Hey folks :wave: I’m genuinely glad this discussion is happening I wanted to share that at Shopify we are working on proposing features that will help Rails natively support composite primary keys. Can’t speak on behalf the Rails core team, but we will do our best to make those proposals as solid as possible to Rails core team agrees to merge them.
I’ll shamelessly plug our reasoning and performance gains from using composite primary keys on the db-level - How to Introduce Composite Primary Keys in Rails But @ryantownsend provided great insight, essentially any multi-tenant application can potentially benefit from having a tenant_id, id composite primary key. Enforcing most of database queries to a tenant-related table makes it easier to prevent cross-tenant records access. Unless you are performing some kind of a maintenance work, you would most likely want to ensure that the records loaded belong to the “current tenant” within a tenant-scoped request.
We don’t use the composite_primary_keys gem as our use-cases are fairly simple - we maintain the uniqueness of the id column which allows us to select/update/delete records by id only, we don’t have complex associations and the ones we have just work because of the id uniqueness and we also perform most of our queries per single tenant so row-constructor is not needed. But we would still prefer updating our updates like order.touch to include composite primary key clause to avoid gap locks as with InnoDB locking, if a record is being updated at the end of an index (i.e. the largest value) and is not using the PRIMARY KEY or a UNIQUE index, it will block any attempt to insert a record after it for the duration of the transaction containing the UPDATE .
Most of the features we are about to work on won’t even explicitly be related to the composite primary keys but they will provide most of the foundations for the feature. For example row constructor was already proposed to be supported but the only concern was the proposed API. Generally it doesn’t seem that the core team was against the feature. As was mentioned in the PR, presumably an API like Model.where([:tenant_id, :id] => [[1,1], [1,2], [2,3]]) would be a better option. Or, going further and being composite primary key specific, perhaps a helper like Model.primary_key_scope([[1,1], [1,2], [2,3]])) would be a decent higher-level addition to the feature
Also some parts of Rails are almost ready to support composite keys. For example _primary_key_constraints_hash provides solid foundation for making sure that single-object methods like save update update_columns delete destroy reload will use all parts of the composite primary keys in the sql clause
Just wanted to point this out but please don’t monkeypatch it as it’s a private method and Rails can’t guarantee it will always exist :upside_down_face:
To summarize, we are looking into adding composite primary keys support to Rails and hoping that the feature will get accepted. So we welcome all kinds of feedback/questions/collaborations. Thanks! :heart:
Basically, in order to have a primary key (or any unique constraint really) on a partitioned table, the partition key (eg tenant_id) must be a part of that key. Seems to me like adding composite keys in ActiveRecord would also cover this use case.
This is one of the reasons we’re prioritizing this project at Shopify. The idea was that we can add composite keys for “real” composite key use cases but that it will also be useful for “virtual” composite keys when we need to include a tenant_id in queries for sharding. My hope is that this will improve Rails integration for Vitess and any system that uses partition key based sharding.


• [What you should do] In the listing below, find every line containing "legend" and copy it out.

• [Source material]
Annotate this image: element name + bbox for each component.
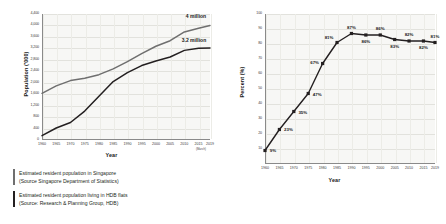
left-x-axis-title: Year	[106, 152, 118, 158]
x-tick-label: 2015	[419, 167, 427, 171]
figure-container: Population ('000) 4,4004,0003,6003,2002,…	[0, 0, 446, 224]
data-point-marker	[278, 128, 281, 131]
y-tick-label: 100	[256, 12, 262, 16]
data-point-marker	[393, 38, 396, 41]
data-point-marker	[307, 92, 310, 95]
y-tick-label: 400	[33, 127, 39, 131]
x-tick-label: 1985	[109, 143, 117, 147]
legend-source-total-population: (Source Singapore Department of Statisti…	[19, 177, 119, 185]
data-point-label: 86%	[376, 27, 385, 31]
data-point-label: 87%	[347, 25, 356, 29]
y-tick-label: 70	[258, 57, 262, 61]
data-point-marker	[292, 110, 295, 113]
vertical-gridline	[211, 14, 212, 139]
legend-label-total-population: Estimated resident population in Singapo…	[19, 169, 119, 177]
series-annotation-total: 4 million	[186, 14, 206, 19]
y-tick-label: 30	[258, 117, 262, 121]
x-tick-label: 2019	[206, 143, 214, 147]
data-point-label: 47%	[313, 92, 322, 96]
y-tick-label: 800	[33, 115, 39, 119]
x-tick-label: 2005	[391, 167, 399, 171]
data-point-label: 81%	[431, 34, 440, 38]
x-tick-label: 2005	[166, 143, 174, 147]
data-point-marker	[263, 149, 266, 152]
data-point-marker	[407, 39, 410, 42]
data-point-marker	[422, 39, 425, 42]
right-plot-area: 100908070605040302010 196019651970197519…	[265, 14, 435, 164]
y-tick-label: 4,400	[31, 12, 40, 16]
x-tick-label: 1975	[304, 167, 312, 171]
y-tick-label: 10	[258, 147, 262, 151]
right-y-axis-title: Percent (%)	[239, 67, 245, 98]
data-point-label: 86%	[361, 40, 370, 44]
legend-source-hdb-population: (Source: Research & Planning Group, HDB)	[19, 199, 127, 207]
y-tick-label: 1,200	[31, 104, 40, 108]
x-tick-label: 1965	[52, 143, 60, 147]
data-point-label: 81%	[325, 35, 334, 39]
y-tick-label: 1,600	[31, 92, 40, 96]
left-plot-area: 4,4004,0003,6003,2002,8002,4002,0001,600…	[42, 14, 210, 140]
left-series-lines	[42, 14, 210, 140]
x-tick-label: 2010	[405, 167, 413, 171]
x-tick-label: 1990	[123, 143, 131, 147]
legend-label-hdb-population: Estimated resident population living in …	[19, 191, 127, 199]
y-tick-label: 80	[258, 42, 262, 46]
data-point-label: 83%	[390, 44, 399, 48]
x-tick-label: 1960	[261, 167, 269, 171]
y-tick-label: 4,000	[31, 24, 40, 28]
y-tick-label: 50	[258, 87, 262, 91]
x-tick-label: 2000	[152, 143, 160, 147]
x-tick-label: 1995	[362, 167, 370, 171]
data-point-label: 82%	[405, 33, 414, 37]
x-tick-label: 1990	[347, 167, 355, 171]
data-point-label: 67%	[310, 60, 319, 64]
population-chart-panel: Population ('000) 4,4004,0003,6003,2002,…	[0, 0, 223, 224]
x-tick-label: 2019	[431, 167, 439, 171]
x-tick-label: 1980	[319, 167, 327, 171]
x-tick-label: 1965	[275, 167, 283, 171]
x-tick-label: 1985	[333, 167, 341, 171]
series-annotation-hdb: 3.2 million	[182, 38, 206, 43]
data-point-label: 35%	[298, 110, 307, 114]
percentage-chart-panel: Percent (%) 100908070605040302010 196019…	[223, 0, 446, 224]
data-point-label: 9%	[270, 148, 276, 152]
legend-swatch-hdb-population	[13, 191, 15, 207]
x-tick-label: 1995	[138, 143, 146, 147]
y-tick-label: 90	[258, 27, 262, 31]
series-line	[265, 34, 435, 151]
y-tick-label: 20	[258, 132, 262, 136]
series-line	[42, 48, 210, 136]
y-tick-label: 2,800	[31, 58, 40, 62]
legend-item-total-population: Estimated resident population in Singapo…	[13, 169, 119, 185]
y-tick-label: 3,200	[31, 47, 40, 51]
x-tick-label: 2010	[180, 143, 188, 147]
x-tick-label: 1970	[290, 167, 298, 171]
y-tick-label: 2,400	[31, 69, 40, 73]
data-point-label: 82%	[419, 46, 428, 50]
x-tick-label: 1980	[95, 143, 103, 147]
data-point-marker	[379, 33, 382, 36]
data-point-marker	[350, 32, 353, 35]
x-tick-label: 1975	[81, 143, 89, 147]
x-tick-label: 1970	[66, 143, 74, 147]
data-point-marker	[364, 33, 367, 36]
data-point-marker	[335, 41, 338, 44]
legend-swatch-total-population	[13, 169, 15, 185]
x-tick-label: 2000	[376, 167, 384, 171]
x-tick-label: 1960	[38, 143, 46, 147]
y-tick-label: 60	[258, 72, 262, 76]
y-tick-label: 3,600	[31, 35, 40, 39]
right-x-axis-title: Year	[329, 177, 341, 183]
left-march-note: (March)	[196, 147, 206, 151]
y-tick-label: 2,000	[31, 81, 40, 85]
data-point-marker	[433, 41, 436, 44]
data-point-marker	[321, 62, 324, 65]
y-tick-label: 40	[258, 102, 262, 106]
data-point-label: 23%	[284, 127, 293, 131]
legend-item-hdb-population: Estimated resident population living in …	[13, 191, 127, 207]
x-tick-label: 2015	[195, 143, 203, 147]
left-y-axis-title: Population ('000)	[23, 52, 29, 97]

---

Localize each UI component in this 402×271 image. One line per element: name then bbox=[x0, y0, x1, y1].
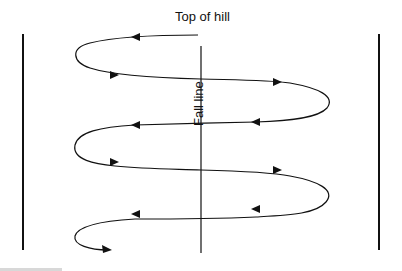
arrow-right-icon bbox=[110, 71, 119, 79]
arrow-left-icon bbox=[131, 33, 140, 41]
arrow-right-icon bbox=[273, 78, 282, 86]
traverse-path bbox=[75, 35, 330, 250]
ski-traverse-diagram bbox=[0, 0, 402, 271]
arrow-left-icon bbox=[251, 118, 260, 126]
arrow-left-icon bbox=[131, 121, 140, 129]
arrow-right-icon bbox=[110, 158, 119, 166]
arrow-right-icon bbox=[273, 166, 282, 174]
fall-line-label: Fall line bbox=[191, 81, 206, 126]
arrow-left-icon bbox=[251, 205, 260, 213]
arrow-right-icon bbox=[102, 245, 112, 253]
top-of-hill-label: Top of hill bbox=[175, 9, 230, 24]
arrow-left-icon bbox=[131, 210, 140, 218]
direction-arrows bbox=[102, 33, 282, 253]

• [Result for this exercise]
legend-source-total-population: (Source Singapore Department of Statisti…	[19, 177, 119, 185]
legend-label-total-population: Estimated resident population in Singapo…	[19, 169, 119, 177]
legend-source-hdb-population: (Source: Research & Planning Group, HDB)	[19, 199, 127, 207]
legend-label-hdb-population: Estimated resident population living in …	[19, 191, 127, 199]
legend-swatch-hdb-population	[13, 191, 15, 207]
legend-item-total-population: Estimated resident population in Singapo…	[13, 169, 119, 185]
legend-swatch-total-population	[13, 169, 15, 185]
legend-item-hdb-population: Estimated resident population living in …	[13, 191, 127, 207]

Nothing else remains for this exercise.